== What you are asked to do ==
Could you repeat exactly the lines from the one containing "Locate an element" through the last line of the records, with no pictures?

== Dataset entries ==
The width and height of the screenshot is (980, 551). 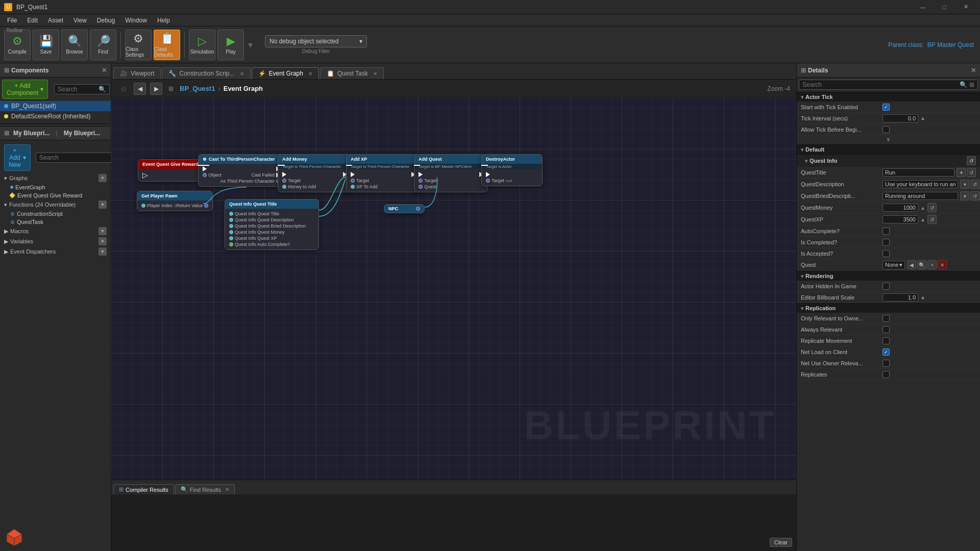 What do you see at coordinates (56, 20) in the screenshot?
I see `menu-asset: Asset` at bounding box center [56, 20].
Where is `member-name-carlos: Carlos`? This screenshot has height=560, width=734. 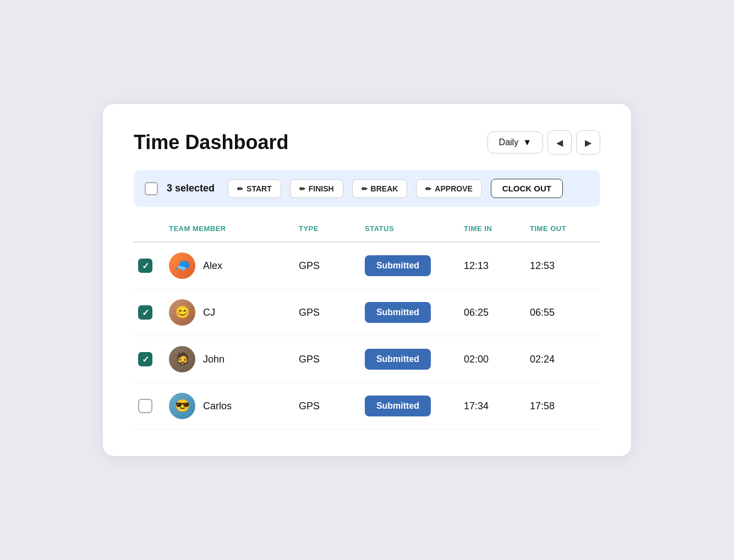
member-name-carlos: Carlos is located at coordinates (217, 406).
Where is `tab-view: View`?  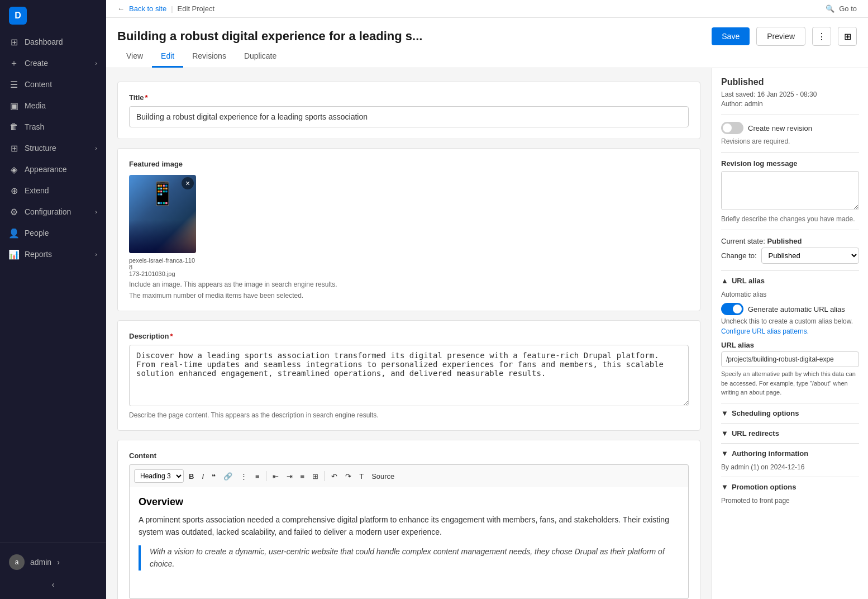
tab-view: View is located at coordinates (135, 57).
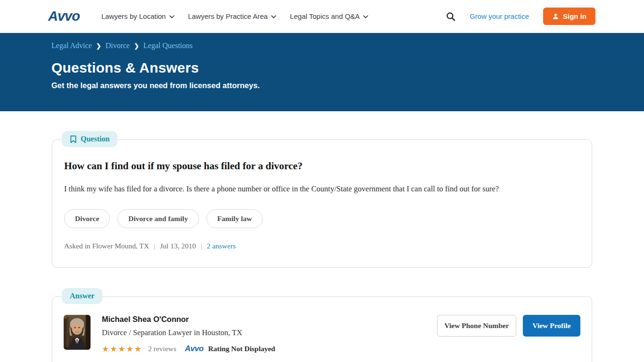 The image size is (644, 362). Describe the element at coordinates (95, 139) in the screenshot. I see `question-badge-label: Question` at that location.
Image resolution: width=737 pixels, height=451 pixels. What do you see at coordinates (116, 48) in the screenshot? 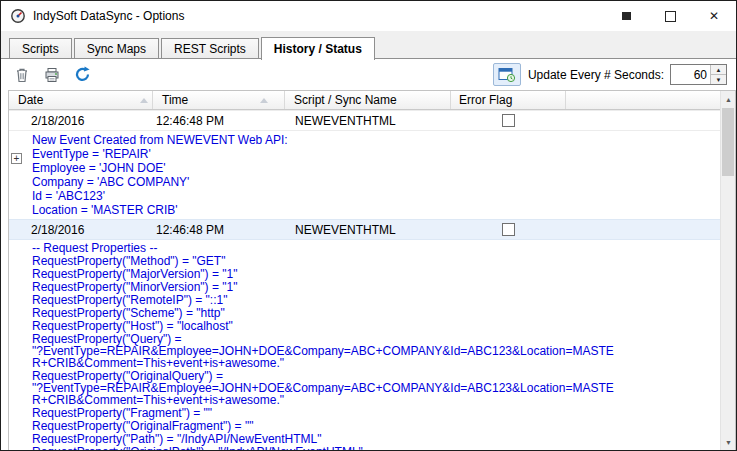
I see `tab-sync-maps: Sync Maps` at bounding box center [116, 48].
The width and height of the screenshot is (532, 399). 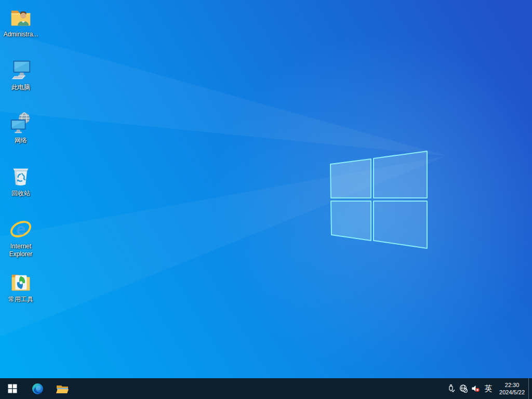 I want to click on taskbar-clock: 22:30 2024/5/22, so click(x=512, y=389).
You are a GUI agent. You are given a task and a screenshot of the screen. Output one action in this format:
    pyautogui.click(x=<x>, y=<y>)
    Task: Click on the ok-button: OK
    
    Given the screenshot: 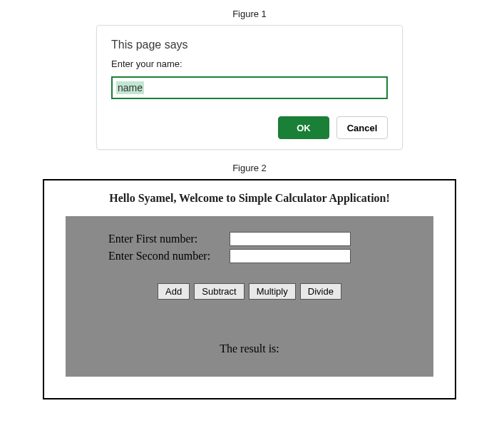 What is the action you would take?
    pyautogui.click(x=304, y=128)
    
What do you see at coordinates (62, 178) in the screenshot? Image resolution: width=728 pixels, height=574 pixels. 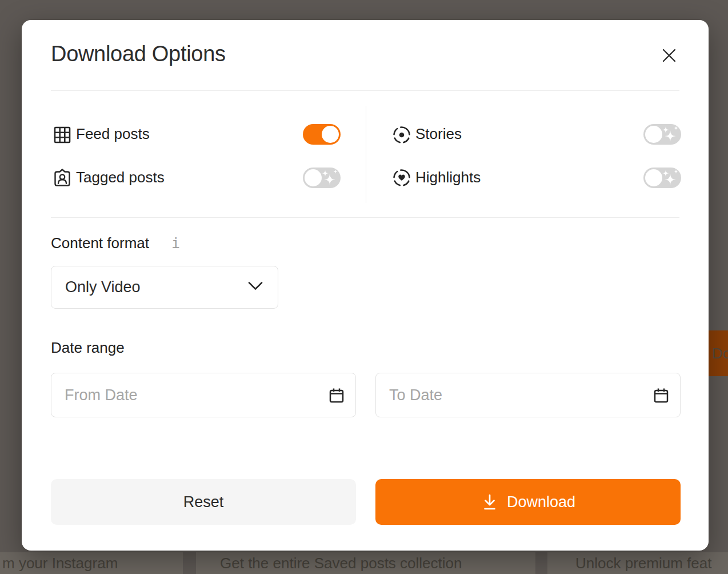 I see `tagged-badge-icon` at bounding box center [62, 178].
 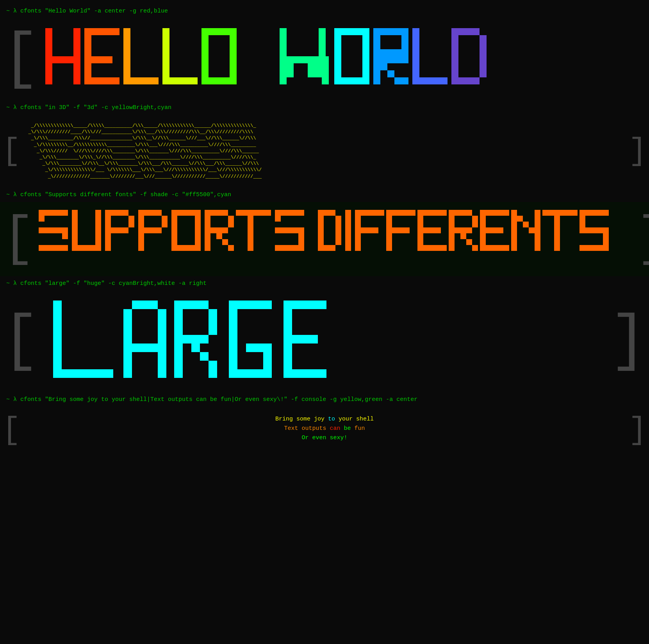 What do you see at coordinates (324, 342) in the screenshot?
I see `large-content` at bounding box center [324, 342].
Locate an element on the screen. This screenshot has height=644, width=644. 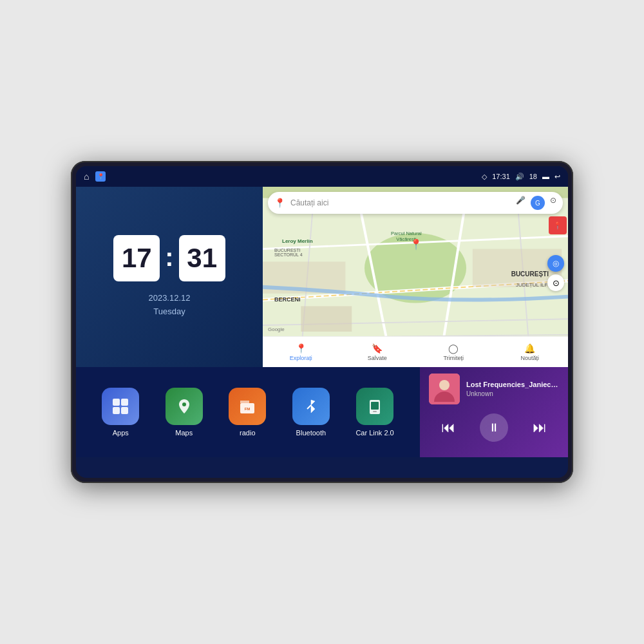
carlink-label: Car Link 2.0 is located at coordinates (375, 433).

== Exercise solution ==
Locate an element on the screen. This screenshot has height=644, width=644. 
carlink-label: Car Link 2.0 is located at coordinates (375, 433).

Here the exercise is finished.